Jan Carson joins Podcaster in Residence Zoë Comyns to talk about photography and how images can open the door to fiction . Jan discusses her multitasking approach to reading, her grandmother’s photographs including candid and amusing photographs taken around the North of Ireland. Jan has written a specially commissioned short story for this podcast, imagining a fictional reader, inspired by the collection item:
CLON1989 from the National Photographic Archive - a glass plate negative of [Augusta Caroline Dillon and Luke Gerald Dillon with camera on tripod reflected in a large mirror, Clonbrock, Ahascragh, Co. Galway, circa 1865]
Jan says “ I think in terms of composition, I really like that kind of stripped backness. It's reflected in the room, but it's also feels reflected in the art. I spent some time in the Clonbrock collection looking at other photographs, and this one feels slightly different from a lot of the others because there are beautiful landscapes. There are arrangements of, you know, groups of people.”

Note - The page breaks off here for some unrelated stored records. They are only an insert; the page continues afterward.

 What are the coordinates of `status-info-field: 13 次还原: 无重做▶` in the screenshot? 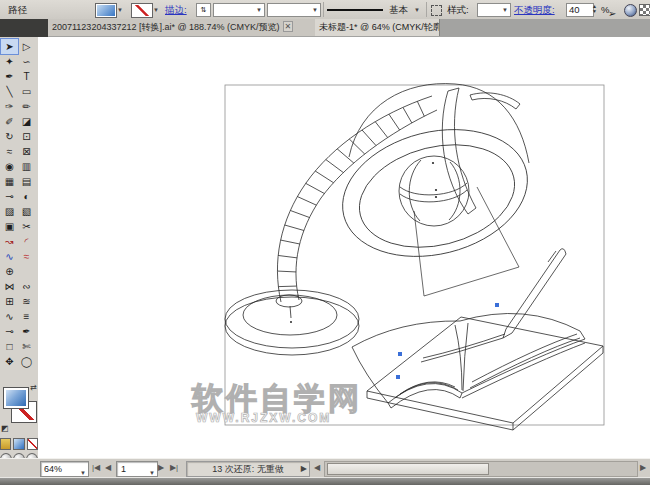 It's located at (248, 469).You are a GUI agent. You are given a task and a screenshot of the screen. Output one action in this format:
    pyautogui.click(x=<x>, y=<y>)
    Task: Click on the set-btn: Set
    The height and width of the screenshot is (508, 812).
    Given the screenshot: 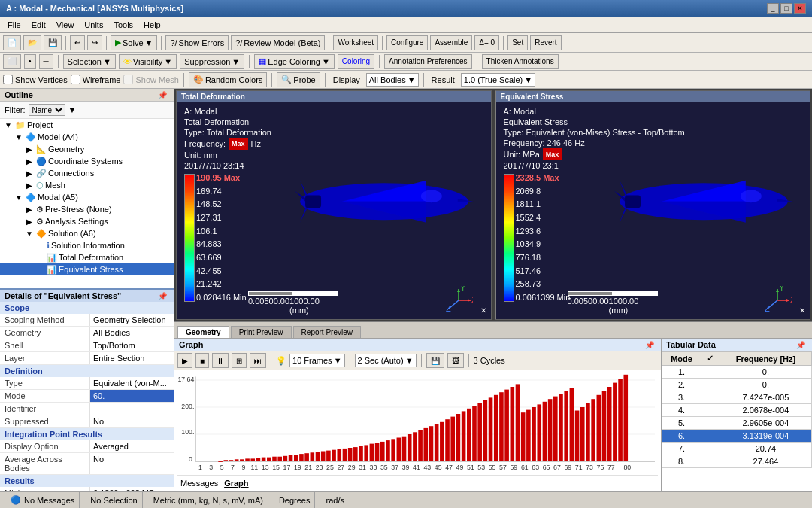 What is the action you would take?
    pyautogui.click(x=517, y=43)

“So for me, my process when I'm responding to something like this is to write straight away and respond. And within like a half an hour of looking at this, I had an idea for a story. Kevin Barry talks about…guarding against going down a research rabbit hole by writing the piece first and then highlighting what it is you need to research
So when I had begun to write the piece, then I decided I would go back and do a little bit more research to fill it out afterwards. I am a very, very nosy writer, and if I start to research, I get really easily distracted.
[The Dillon Family] were ahead of their times because they were all so obsessed with photography. There are organised family photographs and then there are also ones of, of children playing and I also love that they went out of their way to take photographs of people who worked on the estate. So it's not just a kind of catalogue of the rich and the affluent. There's some really gorgeous very lived in photographs of people doing their jobs on the estate, which is fascinating to see so early on.”